The graphic novel Feeding Ghosts: A Graphic Memoir by Tessa Hulls, published by MCD in 2024, has achieved a historic milestone by winning the Pulitzer Prize, announced on May 5. This prestigious award marks Feeding Ghosts as the second graphic novel ever to receive this honor, following Art Spiegelman’s Maus in 1992. While Maus received a Special Award, Feeding Ghosts triumphed in the regular category of Memoir or Autobiography, competing against the finest English prose worldwide. Remarkably, this is Hulls' debut graphic novel, making the achievement even more significant.
The Pulitzer Prize, widely regarded as the most prestigious award in journalism, literature, and music in the US, is second only to the Nobel Prize on the international stage. The win for Feeding Ghosts is a monumental event in the world of comics, yet it has surprisingly received scant attention. Since the announcement two weeks ago, coverage has been limited to a few mainstream and trade publications such as the Seattle Times and Publishers Weekly, along with a single major comic book news outlet, Comics Beat.
The Pulitzer Prize Board described Feeding Ghosts as "An affecting work of literary art and discovery whose illustrations bring to life three generations of Chinese women – the author, her mother, and grandmother, and the experience of trauma handed down with family histories." Hulls spent nearly a decade crafting this narrative, which explores the impact of Chinese history across three generations. Her grandmother, Sun Yi, a Shanghai journalist, was caught in the upheaval of the 1949 Communist victory. After fleeing to Hong Kong, she authored a bestselling memoir about her experiences but later suffered a mental breakdown from which she never recovered.
Hulls' personal journey is deeply intertwined with her family's history. Growing up with Sun Yi, she witnessed her mother and grandmother grappling with unexamined trauma and mental illness. Hulls coped by traveling to the most remote parts of the world, but eventually returned to confront her own fears and generational trauma. "I didn’t feel like I had a choice. My family ghosts literally told me I had to do this," Hulls explained in an interview last month. "My book is called Feeding Ghosts, because that was the beginning of this nine-year process of really stepping into something that was my family duty."
Despite this success, Hulls has expressed doubts about continuing as a graphic novelist, citing the isolating nature of the work. "I learned that being a graphic novelist is really too isolating for me," she noted in another interview. "My creative practice relies on being out in the world and responding to what I find there." On her website, she outlines her future plans to become an embedded comics journalist, collaborating with field scientists, indigenous groups, and nonprofits in remote environments.
Regardless of her future endeavors, Feeding Ghosts stands as a groundbreaking work that deserves widespread recognition and celebration beyond the comics community.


**TASK OBJECTIVE**: For the records below, tally every line that has the word "visible" and reply with the number alone.

[Figure dataset records]
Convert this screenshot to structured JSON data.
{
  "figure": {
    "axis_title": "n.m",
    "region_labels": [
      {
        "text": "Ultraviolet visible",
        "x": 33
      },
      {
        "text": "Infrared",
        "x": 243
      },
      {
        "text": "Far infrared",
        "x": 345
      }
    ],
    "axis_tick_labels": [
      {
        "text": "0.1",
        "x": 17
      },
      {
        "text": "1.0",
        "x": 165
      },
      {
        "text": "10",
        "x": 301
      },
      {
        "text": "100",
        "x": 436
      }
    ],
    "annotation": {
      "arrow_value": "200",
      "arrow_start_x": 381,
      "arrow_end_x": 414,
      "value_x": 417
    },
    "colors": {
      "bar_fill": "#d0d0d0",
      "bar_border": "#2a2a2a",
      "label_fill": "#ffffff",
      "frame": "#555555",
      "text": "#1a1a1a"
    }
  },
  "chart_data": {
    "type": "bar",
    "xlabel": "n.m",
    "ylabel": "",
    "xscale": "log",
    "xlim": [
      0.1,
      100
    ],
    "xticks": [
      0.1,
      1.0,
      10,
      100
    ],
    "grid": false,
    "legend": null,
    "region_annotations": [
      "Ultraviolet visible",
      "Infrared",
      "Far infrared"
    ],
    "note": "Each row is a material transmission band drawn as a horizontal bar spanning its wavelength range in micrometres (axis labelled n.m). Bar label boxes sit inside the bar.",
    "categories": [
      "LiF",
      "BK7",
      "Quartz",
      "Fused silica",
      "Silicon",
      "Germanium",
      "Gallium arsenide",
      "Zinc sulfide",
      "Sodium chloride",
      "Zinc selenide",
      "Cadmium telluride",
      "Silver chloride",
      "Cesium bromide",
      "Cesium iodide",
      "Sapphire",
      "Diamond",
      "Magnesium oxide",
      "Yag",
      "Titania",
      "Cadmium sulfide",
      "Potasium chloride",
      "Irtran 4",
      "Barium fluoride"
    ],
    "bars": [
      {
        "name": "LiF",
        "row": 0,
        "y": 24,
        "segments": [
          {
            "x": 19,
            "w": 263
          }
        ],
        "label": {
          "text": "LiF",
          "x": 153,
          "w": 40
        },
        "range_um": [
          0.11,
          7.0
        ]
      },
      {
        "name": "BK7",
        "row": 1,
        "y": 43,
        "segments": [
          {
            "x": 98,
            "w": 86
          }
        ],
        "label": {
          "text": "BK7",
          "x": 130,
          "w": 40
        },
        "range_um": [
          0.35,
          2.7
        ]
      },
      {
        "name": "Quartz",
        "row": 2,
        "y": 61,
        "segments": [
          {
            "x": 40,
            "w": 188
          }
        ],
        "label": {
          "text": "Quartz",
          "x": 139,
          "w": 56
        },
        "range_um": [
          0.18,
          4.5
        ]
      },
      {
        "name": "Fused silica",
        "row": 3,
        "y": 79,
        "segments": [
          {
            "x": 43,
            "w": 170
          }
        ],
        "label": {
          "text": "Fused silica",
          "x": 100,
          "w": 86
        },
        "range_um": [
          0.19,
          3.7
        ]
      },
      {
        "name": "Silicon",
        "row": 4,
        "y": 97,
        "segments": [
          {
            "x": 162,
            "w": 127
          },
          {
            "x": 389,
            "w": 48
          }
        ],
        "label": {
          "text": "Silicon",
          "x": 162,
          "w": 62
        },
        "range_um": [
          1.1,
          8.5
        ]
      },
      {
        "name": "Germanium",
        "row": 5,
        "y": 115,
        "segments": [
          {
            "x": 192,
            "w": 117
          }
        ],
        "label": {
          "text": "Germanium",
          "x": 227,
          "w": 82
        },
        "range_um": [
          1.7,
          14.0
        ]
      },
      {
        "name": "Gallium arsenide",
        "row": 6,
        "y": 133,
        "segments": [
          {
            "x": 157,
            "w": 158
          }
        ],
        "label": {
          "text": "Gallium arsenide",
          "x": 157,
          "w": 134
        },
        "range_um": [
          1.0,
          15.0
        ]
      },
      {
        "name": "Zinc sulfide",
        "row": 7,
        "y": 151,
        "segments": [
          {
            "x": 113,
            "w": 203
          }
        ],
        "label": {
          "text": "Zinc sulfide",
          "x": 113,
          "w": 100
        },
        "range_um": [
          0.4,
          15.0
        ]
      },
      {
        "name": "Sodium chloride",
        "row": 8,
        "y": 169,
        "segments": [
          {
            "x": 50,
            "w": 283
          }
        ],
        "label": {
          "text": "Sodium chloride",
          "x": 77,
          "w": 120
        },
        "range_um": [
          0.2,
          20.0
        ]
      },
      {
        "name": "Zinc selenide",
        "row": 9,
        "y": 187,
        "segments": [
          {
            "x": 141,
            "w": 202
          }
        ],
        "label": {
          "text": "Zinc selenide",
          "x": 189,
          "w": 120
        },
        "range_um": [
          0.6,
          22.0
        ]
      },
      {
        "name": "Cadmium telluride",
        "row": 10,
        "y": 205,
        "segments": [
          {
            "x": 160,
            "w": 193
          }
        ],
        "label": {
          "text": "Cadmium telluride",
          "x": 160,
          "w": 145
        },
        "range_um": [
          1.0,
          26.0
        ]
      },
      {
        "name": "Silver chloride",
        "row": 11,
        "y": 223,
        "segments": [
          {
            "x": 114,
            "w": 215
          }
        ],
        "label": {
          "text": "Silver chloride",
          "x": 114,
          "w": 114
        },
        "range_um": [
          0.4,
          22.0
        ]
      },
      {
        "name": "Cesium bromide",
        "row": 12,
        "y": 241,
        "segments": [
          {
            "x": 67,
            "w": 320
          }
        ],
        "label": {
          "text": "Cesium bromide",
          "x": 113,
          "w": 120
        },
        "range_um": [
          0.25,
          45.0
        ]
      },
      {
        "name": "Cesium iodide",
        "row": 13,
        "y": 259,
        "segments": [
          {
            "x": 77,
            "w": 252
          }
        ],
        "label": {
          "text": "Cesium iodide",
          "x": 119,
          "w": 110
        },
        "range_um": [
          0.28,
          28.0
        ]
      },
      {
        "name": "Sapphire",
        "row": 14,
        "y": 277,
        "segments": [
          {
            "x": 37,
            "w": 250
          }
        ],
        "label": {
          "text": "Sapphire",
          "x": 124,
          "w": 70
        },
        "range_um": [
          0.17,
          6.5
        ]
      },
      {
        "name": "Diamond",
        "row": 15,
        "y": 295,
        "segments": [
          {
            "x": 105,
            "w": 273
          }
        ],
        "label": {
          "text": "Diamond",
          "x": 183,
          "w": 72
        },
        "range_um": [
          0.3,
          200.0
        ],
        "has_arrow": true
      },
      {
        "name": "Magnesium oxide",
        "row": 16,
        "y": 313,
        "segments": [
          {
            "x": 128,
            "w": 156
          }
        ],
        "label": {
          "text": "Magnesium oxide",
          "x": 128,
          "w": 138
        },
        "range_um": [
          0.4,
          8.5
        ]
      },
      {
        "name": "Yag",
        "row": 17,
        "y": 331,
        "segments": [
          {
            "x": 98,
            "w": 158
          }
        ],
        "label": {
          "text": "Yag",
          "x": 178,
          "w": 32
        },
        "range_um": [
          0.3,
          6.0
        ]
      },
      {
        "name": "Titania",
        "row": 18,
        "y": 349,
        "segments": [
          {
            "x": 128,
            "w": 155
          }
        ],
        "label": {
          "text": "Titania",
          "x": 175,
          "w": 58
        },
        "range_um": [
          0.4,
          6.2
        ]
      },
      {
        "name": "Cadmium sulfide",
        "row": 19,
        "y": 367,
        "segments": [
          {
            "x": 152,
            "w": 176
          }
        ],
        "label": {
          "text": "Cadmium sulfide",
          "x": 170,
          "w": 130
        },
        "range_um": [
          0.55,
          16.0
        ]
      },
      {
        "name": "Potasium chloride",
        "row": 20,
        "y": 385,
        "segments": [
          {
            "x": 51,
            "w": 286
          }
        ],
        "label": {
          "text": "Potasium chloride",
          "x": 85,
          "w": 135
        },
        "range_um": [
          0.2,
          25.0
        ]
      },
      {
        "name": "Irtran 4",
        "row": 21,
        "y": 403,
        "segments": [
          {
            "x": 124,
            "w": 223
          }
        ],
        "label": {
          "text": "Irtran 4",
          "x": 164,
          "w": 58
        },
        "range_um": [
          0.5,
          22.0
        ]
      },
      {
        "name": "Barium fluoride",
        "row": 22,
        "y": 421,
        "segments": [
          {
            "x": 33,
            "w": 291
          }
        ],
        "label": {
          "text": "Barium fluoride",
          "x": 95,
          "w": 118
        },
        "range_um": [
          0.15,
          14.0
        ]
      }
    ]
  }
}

**TASK ANSWER**: 2